I did some quick studies of the chihuahua who lives at the local lingerie store, Miguelito. I've promised the owner I'll do a more complete version at some point, so there's that.

New Sprint Framework (WIP)

This is my new strategy for managing multiple creative pursuits on a flexible schedule. Rather than try to do all of my hobbies at once, I hyper-focus on time-boxed projects one at a time, and rotate projects.

Sprints are designed to subvert or reverse some of the habitual assumptions around goal and project planning. First of all, sprints are strict constraints on projects. When the sprint is over, work on the project must stop; the next sprint will be a different project. Sprint deadlines are never moved, instead, I cut the project scope and ship whatever I can. Finally, I use appetite (how much time I am willing to spend) to set sprint length, rather than estimate how long the project will take. In this way, sprint planning leads projects, rather than the other way around.

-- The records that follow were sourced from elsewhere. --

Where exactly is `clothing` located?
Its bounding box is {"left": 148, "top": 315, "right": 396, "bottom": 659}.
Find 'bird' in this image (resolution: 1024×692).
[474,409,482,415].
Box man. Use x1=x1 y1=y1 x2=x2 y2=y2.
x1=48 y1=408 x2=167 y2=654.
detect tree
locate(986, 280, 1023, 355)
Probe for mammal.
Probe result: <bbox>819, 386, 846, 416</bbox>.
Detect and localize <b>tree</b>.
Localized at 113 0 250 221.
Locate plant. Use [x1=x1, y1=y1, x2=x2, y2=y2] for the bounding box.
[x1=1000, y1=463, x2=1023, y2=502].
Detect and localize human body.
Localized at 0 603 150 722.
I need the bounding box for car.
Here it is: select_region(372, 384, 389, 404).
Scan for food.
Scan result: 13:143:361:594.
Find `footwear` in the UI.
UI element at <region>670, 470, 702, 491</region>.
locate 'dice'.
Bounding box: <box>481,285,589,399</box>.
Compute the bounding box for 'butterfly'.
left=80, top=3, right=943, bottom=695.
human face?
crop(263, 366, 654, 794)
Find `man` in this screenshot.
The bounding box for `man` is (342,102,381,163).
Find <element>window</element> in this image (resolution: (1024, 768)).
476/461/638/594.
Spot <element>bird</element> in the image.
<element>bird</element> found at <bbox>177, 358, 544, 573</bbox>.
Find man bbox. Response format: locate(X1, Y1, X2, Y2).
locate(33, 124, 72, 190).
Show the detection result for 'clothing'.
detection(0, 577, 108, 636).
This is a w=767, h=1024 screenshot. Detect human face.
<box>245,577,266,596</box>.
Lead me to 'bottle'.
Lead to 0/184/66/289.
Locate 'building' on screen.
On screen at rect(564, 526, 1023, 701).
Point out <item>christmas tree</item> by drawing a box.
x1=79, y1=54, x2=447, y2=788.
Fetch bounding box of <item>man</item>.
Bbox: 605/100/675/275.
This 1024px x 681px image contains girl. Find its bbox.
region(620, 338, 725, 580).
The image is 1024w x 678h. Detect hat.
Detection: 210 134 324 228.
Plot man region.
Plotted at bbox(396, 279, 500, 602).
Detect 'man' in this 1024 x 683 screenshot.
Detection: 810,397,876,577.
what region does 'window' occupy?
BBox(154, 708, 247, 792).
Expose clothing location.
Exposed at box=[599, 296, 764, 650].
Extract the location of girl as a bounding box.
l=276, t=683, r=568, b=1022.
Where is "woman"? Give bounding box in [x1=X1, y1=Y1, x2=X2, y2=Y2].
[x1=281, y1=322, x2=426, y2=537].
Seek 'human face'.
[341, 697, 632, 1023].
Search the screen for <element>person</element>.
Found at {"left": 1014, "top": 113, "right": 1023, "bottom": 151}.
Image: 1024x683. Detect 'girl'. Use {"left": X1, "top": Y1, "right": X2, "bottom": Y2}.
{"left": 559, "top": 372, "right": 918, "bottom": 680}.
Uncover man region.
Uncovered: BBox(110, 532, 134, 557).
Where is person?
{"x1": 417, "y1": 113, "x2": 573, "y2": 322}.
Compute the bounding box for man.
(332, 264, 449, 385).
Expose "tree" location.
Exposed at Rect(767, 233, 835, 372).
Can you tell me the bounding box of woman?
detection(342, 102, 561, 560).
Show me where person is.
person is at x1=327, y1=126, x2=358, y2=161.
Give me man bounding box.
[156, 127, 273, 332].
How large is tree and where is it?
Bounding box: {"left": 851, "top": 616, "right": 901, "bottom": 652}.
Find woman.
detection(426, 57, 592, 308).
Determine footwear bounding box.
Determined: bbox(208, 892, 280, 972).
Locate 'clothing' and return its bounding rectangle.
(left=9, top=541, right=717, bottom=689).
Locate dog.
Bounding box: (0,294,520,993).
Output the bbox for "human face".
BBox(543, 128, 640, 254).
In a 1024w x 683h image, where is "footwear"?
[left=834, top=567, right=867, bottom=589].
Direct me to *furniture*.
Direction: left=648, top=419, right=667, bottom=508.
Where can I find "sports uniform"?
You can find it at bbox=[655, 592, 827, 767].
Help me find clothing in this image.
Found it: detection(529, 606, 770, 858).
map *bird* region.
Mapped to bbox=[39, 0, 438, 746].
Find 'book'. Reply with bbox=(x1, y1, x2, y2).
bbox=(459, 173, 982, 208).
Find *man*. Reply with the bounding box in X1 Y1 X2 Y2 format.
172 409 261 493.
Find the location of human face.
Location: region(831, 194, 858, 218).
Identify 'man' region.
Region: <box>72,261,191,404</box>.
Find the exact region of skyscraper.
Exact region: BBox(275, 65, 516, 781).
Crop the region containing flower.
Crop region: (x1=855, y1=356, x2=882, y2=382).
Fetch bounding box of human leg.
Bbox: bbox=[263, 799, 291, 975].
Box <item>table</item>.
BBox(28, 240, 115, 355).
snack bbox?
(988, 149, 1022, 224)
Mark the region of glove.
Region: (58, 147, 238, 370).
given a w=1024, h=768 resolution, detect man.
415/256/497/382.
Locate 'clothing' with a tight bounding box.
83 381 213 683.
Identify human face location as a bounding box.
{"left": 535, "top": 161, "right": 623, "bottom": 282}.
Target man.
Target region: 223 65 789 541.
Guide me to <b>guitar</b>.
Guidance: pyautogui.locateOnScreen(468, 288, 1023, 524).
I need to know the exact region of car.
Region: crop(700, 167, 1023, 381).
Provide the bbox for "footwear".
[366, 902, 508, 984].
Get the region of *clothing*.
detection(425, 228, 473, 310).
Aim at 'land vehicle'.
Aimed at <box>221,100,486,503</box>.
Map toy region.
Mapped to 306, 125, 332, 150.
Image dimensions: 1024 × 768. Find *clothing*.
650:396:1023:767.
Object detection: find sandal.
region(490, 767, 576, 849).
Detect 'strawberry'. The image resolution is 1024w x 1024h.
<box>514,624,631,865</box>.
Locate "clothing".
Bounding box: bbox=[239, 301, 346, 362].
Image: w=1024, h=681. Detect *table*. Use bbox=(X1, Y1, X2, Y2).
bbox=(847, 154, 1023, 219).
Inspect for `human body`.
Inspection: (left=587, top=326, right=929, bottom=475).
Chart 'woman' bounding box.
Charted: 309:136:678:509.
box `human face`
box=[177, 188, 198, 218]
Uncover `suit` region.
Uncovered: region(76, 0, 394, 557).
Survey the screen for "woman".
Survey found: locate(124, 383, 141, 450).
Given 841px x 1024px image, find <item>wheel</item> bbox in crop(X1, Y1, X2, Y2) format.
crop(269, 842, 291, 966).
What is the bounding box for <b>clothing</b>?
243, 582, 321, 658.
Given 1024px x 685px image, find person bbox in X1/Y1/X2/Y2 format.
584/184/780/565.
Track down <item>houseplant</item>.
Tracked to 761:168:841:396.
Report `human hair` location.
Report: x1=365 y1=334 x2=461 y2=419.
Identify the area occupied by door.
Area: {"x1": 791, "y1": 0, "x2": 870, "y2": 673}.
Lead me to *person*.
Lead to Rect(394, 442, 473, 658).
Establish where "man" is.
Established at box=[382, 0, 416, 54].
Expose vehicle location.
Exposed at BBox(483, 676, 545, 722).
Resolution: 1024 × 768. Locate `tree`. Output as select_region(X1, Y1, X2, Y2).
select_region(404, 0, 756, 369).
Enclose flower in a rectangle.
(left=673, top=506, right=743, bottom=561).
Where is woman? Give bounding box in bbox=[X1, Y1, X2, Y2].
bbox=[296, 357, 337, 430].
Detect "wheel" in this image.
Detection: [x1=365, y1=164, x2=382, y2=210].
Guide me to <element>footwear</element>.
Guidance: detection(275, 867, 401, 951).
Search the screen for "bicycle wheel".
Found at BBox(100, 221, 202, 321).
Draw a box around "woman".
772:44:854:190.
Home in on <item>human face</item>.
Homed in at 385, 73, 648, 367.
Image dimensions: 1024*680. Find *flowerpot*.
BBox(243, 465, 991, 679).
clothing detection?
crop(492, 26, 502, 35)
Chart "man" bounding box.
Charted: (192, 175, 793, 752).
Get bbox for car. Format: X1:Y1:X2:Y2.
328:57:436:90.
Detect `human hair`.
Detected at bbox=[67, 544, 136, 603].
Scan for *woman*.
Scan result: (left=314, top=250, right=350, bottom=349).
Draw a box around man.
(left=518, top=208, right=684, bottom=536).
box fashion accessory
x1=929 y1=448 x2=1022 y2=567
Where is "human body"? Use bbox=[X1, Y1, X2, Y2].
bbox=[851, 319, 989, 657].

The idea of this system is to break out of some common failure modes, keep each hobby fresh and interesting, and regularly ship imperfect work.

This is the latest of many attempts at a sustainable system. This time, I am trying to target the following issues:

  • logging hundreds of hours of work but not actually shipping anything
  • endless tweaking and redesigning, perfectionism, or scope creep
  • when the original project turns out to be way harder than expected and seems impossible to finish, or doesn't make sense with new information
  • projects drag on, hobby gets boring, lose motivation
  • spreading myself too thinly across multiple hobbies every day, never getting my teeth into anything, not enough momentum on any one project or hobby

Sprint Planning Template

Goal Statement: [Write the high-level goal here]

Scheduling

  • Start Date:
  • Appetite: [e.g., 5 days]
  • End Date: [calculated based on Appetite]
  • Midpoint: [halfway between start date and end date]

Note on appetite: Do not estimate how long the project will take; instead, think about the value of having the finished project, and set the appetite as the maximum time you are willing to trade for that payoff. (If unsure, default to one week).

Scope

  • Must Have: [What is the minimum requirement to meet the goal?]
  • Nice to Have: [Part of the goal, but can be removed from scope if needed]

Reminder: Scope is variable, time is fixed.

  • Deliverable: [Specify the ritual for closing and publishing the sprint outcome]
  • Unknowns & Rabbit Holes: [List technical hurdles or perfectionism traps to watch out for]

Sprint Guide

After planning the sprint, list the 6 most important tasks to do next in order of importance. Then, each day do at least two 90 minute deep work sessions. Start with the first task, work on one task at a time, and don't multitask. At the end of the day, write a new list for the next day.

When you reach the midpoint date, objectively assess your progress. If you are behind, do not move the deadline. Instead, cut the scope.

When the end date comes, no more working on the project. Instead, produce the deliverable and plan a new project. The next project cannot be a direct continuation of the sprint that was just finished. Ideally, it should be a different hobby. The deliverable should not be a multi-day writeup. It must be finished on that day (even if it's just a paragraph blog post explaining what was done).

Appendix

sprint planning

Question to ask myself: what project, if I could complete it in a compressed/accelerated time frame, would be the most exciting and interesting to me right now?

NOT, the most achievable, the lowest hanging fruit, the most "realistic", etc. Forget about achievability temporarily to make the list.